Abernethy was named to the PAN national advisory board by Kathy McKee, an author of Proposition 200 who describes herself as “a Quaker Sunday school teacher and Buddhist meditation teacher.”

Gutierrez said he understands the immigration anxiety in Arizona, which over the past year has been stunned by a crime wave spawned by the lucrative traffic in illegal immigration.

There was a rash of shootouts among the traffickers, including a double murder on a street corner six blocks from Neill’s house. A man and a woman were gunned down as they sat in their car in a commercial zone thick with Spanish-language signs, as well as the check cashing stores, pay-day-advance loan shops, “dollar” stores and rent-to-own furniture marts that are immigrant entry points to the cash economy.

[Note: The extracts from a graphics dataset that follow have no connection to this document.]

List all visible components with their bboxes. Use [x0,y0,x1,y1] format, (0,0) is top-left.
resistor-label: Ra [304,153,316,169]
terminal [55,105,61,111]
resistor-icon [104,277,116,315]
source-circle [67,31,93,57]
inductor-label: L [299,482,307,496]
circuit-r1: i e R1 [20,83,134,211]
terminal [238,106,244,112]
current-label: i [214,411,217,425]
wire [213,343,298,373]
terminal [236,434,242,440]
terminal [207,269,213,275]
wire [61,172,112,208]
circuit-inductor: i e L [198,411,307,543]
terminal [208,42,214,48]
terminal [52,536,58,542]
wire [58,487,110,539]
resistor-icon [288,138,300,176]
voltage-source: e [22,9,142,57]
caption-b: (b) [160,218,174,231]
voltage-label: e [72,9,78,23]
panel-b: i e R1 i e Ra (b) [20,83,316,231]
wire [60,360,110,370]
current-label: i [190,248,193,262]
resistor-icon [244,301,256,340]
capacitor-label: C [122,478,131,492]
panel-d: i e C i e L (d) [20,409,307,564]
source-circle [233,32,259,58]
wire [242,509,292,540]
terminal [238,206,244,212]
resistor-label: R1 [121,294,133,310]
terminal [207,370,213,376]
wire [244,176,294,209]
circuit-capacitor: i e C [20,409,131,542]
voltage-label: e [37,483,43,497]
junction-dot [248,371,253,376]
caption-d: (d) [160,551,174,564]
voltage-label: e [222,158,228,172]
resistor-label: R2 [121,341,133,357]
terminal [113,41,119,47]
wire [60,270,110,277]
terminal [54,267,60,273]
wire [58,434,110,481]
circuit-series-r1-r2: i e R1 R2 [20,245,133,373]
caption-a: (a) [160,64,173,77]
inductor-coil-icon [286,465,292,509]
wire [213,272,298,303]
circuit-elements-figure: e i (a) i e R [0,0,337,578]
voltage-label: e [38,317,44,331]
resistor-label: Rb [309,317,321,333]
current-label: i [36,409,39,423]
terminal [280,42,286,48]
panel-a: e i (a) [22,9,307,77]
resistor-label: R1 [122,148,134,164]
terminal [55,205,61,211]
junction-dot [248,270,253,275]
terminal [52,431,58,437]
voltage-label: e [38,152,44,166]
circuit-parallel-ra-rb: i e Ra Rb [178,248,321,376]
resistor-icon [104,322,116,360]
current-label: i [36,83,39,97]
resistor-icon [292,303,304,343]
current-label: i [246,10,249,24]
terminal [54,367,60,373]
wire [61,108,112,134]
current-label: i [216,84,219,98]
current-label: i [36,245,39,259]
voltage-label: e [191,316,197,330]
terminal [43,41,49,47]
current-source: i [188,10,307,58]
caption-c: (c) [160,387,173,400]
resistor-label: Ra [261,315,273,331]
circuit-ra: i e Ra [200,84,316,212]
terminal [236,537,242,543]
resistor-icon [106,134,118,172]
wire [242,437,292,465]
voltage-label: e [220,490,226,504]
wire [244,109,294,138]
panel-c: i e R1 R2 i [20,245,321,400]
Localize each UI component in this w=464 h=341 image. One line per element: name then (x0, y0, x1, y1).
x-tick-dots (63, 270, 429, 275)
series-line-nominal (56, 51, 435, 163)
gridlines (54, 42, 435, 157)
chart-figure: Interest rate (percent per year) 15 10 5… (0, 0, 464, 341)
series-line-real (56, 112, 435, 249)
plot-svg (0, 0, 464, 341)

Frank Pierson, director of the Arizona Interfaith Network, said the violence has distorted the debate over illegal immigration.

“The anger should be directed at the criminals, not at people who come here to work,” he said.

His organization has encouraged local churches to bring in immigrants to tell their stories of sacrifice and of dedication to hard work and family.

“When that happens,” Pierson said, “there’s a real connection between people.”

At a time when economic forecasters at the University of Arizona report that the state’s biggest challenge may well be the looming shortage of skilled workers, Attorney General Goddard says Arizona needs to invest more in its schoolchildren, who increasingly come from immigrant families.

Meanwhile, the state Department of Education reports that Hispanic children are more than twice as likely as non-Hispanic whites to drop out of school between grades 7 and 12.

Pessimism about the unceasing flow of immigrants from Latin America is fueling the anxiety that drives the PAN movement.

There is a widespread panic about demographic and economic forces that are drawing more Arizonans to the wrong side of a widening gap between rich and poor.

“One day we’re going to wake up and wonder what the heck happened,” Neill said.

She said there needs to be a focus on the decline of Phoenix neighborhoods, in addition to the deaths of hundreds of migrants who illegally cross the borderlands desert.

“That’s a tragedy,” she said of the deaths. “But we’ve got another tragedy right here, every day, all around us.

Her husband, Jerry, added: “This has nothing to do with racism. We’re not against the immigrants. We’re just tired of having illegal immigration rammed down our throats.”

Gutierrez said the United States and Mexico should agree to a joint effort to control the cross-border flow — as part of a comprehensive deal that legalizes those who are already here.

He said Hispanic immigrants “are going to reinvigorate this country,” repeating the success of previous immigrant groups whose arrivals were met with foreboding and predictions of doom.

“We need to lift people up, give them a chance to regularize their lives and make a full contribution to this society,” Gutierrez said. “Proposition 200 won’t do that. It will just push them further down.”